Aerial view of part of the Resolution Copper Project, the town of Superior and Queen Creek Canyon. U.S. 60 goes up the canyon, right, and the Resolution exploration shaft and facilities are at the canyon’s south rim, at right center (white). Oak Flat campground is beyond the Resolution facilities./Wikipedia
By Peter Aleshire, publications editor for Payson Roundup, White Mountain Independent, publications of Kramer Media.
(Disclosure: Rose Law Group represents Resolution Copper.)
The Biden administration has now argued in court that the land exchange to make possible a massive copper mine near Superior should go forward despite objections lodged by members of the San Carlos Apache Tribe.
The administration had paused the 2,400-acre land exchange for the Resolution Copper Mine, after the outgoing Trump administration had fast-tracked final approval. The Justice Department has now filed legal briefs to oppose claims by environmental and Apache groups that the exchange violates treaties and religious freedom laws.
The proposed copper mine deep underground could ultimately create a 1,000-foot-deep, 2-mile-wide crater beneath Oak Flat, or Chi’chil Bildagoteel. Apache groups maintain Oak Flats is sacred ground. The jumbled landscape of boulders and oaks also remains popular with climbers and campers.
However, much of the area was charred by the recent Telegraph Fire.
The U.S. Justice Department has filed a brief with the 9th U.S. District Court of Appeals maintaining that the land trade will not impose “a substantial burden on anyone, even if it severely impacts their religious exercise.”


TASK OBJECTIVE | Report every line of the records beneath this task that holds the string "image".

GIVEN RECORDS |
□ □ □ □

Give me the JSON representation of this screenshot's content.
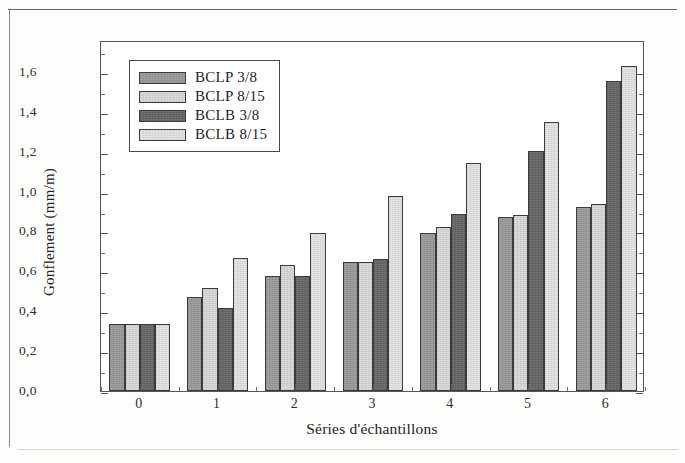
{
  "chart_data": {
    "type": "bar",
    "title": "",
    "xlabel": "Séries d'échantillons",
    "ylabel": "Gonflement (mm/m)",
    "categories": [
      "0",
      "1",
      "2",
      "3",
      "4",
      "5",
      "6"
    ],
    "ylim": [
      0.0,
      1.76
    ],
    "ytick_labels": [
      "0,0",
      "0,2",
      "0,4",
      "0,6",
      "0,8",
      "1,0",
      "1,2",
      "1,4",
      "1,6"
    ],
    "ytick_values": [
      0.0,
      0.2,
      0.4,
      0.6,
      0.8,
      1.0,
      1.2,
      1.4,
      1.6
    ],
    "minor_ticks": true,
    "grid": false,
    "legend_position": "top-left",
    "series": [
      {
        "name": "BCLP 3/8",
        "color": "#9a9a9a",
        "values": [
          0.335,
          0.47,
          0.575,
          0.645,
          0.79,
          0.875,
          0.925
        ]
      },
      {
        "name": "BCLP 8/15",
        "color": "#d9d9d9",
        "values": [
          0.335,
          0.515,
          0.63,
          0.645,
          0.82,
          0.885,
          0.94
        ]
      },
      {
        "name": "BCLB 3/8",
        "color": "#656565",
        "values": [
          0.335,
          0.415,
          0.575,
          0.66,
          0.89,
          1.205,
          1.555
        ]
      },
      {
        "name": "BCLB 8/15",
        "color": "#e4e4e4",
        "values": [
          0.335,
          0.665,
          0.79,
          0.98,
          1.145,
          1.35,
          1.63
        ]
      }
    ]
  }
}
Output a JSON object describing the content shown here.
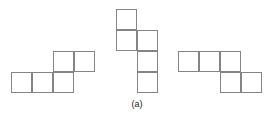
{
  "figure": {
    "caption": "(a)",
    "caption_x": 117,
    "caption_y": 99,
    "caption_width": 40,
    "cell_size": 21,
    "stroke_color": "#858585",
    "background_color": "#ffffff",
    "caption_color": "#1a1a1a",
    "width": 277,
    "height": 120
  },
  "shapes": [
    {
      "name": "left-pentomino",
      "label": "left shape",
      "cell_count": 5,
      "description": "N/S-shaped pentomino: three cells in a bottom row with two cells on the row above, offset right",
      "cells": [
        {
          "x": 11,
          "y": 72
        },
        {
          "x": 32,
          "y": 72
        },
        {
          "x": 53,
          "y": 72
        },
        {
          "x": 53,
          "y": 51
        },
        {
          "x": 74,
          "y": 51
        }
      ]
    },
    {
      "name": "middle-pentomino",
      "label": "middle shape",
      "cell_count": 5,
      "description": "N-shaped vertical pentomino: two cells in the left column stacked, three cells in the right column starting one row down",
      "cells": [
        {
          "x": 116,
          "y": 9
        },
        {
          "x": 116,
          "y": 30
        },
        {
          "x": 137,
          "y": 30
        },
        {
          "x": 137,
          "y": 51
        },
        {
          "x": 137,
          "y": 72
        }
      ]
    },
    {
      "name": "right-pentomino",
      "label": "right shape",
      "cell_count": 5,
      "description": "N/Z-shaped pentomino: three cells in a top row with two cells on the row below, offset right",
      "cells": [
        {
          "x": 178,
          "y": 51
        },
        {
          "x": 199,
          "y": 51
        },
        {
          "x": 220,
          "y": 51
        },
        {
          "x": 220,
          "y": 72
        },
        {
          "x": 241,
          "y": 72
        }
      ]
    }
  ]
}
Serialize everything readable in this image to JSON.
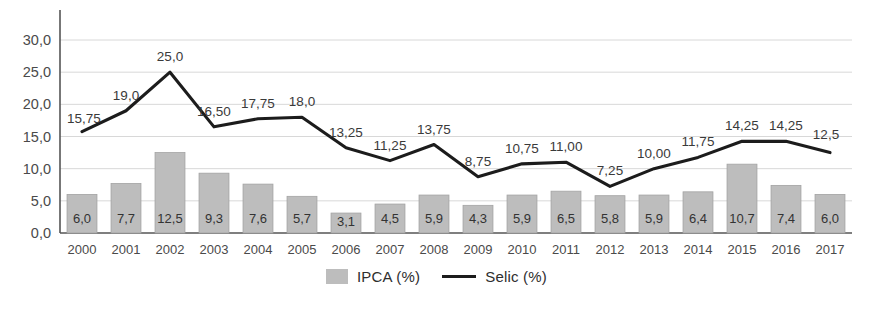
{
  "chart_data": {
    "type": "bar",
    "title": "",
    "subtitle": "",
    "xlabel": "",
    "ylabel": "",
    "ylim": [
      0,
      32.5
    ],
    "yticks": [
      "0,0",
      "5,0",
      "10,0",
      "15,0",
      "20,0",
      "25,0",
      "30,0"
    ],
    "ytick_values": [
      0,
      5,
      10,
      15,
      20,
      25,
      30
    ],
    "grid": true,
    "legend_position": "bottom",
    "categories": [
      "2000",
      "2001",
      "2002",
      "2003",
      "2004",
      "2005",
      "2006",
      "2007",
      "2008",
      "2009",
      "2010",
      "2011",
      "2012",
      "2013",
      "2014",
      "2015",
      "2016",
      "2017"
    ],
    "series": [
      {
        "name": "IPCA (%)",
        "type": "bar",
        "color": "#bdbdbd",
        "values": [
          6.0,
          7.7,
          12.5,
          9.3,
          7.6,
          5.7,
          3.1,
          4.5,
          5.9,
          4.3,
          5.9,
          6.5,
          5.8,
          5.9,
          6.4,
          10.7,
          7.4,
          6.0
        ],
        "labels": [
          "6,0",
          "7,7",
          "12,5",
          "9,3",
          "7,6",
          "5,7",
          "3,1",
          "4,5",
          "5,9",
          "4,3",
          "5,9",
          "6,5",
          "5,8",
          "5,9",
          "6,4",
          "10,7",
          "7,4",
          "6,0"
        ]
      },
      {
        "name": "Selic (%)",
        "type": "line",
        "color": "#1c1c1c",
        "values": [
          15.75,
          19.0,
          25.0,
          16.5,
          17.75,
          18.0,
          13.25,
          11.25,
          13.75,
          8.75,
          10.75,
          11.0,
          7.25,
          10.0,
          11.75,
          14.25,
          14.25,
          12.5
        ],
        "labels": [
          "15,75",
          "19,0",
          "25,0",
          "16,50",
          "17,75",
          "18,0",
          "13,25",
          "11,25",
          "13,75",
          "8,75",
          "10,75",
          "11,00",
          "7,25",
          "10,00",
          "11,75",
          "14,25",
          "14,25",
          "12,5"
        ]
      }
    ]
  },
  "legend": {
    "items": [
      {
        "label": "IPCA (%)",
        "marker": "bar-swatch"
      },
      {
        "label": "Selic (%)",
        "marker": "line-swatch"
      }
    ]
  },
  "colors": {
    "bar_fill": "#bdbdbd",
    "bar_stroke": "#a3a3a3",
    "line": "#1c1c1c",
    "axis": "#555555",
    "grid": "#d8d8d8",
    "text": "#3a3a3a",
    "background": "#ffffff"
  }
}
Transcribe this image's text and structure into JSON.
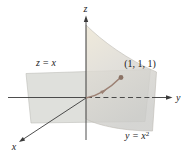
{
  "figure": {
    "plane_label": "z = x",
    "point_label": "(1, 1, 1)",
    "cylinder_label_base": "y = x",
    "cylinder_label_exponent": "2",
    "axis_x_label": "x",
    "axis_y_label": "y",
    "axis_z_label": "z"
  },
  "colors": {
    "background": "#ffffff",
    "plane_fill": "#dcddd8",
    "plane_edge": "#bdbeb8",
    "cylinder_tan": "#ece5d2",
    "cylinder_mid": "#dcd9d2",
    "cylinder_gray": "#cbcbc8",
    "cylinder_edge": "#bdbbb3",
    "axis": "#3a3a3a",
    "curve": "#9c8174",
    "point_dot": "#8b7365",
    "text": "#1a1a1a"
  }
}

□ □ □ □

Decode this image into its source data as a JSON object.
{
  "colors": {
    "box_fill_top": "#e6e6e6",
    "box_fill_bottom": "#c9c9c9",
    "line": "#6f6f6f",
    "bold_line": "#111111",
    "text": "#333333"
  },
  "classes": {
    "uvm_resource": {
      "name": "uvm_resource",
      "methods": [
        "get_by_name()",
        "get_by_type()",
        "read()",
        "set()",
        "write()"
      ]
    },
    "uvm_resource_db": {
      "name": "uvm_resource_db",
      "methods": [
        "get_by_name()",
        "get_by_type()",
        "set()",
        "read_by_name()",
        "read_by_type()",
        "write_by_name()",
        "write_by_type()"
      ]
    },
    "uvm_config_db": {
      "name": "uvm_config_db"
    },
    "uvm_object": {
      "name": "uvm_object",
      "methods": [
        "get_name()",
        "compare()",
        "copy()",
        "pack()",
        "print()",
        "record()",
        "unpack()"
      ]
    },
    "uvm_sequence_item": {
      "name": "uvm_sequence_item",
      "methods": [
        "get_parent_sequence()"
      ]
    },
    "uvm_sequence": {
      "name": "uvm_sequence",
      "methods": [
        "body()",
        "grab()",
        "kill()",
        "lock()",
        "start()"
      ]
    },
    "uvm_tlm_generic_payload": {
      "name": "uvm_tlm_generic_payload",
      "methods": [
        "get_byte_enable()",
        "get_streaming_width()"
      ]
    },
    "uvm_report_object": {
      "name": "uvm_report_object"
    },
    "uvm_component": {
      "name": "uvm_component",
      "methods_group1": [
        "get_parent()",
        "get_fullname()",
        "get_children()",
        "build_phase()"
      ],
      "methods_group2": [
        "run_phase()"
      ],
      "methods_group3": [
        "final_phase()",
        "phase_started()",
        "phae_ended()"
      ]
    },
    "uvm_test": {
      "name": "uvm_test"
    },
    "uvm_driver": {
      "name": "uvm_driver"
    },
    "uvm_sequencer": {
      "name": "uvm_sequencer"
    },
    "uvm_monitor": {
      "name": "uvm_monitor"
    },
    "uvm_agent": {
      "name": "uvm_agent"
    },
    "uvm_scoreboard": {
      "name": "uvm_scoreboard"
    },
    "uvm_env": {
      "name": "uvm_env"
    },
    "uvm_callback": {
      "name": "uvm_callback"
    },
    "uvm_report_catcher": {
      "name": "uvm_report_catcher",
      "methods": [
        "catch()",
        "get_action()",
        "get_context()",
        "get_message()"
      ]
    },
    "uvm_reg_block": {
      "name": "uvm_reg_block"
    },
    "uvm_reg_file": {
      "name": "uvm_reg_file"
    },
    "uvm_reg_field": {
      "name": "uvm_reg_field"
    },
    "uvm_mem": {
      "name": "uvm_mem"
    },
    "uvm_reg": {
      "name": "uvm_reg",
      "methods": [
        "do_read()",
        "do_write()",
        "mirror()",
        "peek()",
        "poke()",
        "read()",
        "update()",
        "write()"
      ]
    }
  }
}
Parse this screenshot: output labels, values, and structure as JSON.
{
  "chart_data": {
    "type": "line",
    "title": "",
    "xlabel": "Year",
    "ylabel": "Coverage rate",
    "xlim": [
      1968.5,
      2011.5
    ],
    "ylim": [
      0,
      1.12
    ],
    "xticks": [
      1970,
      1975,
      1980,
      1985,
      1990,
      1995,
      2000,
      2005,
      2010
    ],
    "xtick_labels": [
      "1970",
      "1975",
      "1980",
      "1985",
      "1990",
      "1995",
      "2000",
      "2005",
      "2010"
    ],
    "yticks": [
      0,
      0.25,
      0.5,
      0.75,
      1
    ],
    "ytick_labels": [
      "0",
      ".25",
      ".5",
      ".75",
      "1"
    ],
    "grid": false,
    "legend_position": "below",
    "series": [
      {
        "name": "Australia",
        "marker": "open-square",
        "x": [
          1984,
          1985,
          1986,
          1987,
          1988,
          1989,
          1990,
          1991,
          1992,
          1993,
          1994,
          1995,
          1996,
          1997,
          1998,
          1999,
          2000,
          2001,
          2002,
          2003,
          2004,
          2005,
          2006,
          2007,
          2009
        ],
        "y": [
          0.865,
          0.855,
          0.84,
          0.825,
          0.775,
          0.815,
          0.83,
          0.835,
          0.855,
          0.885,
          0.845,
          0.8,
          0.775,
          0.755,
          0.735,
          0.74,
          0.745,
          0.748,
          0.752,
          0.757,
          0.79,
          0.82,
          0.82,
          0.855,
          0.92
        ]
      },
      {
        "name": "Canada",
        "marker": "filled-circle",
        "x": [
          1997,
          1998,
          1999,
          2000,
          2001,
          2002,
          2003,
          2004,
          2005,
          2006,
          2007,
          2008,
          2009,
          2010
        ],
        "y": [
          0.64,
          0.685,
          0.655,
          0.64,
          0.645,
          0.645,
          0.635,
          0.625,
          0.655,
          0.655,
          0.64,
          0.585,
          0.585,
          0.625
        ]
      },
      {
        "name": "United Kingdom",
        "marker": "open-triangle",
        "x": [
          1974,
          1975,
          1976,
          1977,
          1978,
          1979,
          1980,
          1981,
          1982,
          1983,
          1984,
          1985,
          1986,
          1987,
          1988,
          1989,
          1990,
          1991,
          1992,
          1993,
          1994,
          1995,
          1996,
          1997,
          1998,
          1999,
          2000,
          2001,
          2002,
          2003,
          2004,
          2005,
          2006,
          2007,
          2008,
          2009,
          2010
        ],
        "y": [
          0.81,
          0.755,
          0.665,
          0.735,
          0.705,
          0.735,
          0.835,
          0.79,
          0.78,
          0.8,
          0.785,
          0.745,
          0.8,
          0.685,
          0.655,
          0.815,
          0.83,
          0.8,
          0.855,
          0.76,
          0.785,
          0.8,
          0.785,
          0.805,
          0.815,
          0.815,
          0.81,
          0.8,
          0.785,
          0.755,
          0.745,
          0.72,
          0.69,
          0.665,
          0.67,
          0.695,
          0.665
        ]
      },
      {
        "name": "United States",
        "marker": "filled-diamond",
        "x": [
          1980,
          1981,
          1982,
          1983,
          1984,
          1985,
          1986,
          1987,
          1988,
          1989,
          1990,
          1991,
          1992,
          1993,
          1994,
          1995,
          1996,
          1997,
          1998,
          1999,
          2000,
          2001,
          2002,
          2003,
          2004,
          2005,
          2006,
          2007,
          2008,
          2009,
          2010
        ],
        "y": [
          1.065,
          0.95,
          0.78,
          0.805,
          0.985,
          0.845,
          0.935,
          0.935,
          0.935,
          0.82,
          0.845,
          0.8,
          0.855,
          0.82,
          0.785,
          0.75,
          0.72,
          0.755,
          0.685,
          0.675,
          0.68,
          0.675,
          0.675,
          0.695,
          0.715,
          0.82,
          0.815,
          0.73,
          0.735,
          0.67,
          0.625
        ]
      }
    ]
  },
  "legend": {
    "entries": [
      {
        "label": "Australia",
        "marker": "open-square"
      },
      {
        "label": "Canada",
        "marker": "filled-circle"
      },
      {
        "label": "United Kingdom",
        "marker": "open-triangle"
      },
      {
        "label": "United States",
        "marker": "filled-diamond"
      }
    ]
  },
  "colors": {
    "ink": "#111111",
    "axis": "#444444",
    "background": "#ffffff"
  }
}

□ □ □ □

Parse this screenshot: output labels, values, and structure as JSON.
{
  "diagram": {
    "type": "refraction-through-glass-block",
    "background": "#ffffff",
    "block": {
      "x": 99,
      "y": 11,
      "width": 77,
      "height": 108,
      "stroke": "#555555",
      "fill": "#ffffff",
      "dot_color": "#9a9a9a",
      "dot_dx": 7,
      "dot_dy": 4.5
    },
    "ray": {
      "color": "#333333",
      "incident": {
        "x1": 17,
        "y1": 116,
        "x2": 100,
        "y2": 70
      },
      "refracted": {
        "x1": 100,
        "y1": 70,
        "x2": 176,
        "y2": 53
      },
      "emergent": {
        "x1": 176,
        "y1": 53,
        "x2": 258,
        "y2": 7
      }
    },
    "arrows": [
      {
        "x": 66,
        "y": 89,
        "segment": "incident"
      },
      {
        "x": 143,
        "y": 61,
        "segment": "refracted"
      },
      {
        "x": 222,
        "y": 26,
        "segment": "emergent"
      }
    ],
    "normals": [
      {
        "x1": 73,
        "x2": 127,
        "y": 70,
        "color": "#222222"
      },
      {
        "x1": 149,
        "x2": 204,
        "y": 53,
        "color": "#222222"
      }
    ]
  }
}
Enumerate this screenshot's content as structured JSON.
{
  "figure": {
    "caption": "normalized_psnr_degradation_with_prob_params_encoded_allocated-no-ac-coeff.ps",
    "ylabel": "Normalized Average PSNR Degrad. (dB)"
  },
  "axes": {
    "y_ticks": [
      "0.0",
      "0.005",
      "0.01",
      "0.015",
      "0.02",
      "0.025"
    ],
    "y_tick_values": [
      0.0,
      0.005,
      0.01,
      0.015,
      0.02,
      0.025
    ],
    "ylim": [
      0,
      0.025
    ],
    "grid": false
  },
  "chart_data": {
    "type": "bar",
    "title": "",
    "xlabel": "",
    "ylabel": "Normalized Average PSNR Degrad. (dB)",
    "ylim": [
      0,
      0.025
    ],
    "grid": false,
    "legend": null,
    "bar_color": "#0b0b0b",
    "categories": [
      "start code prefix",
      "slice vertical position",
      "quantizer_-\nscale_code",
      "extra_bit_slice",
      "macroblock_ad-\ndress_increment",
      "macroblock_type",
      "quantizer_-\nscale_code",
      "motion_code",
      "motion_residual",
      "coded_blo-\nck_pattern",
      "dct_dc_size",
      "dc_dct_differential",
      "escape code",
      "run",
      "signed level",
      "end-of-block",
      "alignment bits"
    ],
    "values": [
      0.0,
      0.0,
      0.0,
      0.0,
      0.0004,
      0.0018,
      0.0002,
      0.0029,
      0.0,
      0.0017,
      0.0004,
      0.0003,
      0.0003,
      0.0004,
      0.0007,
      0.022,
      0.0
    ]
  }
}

□ □ □ □

EXERCISE RESPONSE |
Serialize everything readable in this image to JSON.
Transcribe this image's text and structure into JSON.
Decode this image into its source data as a JSON object.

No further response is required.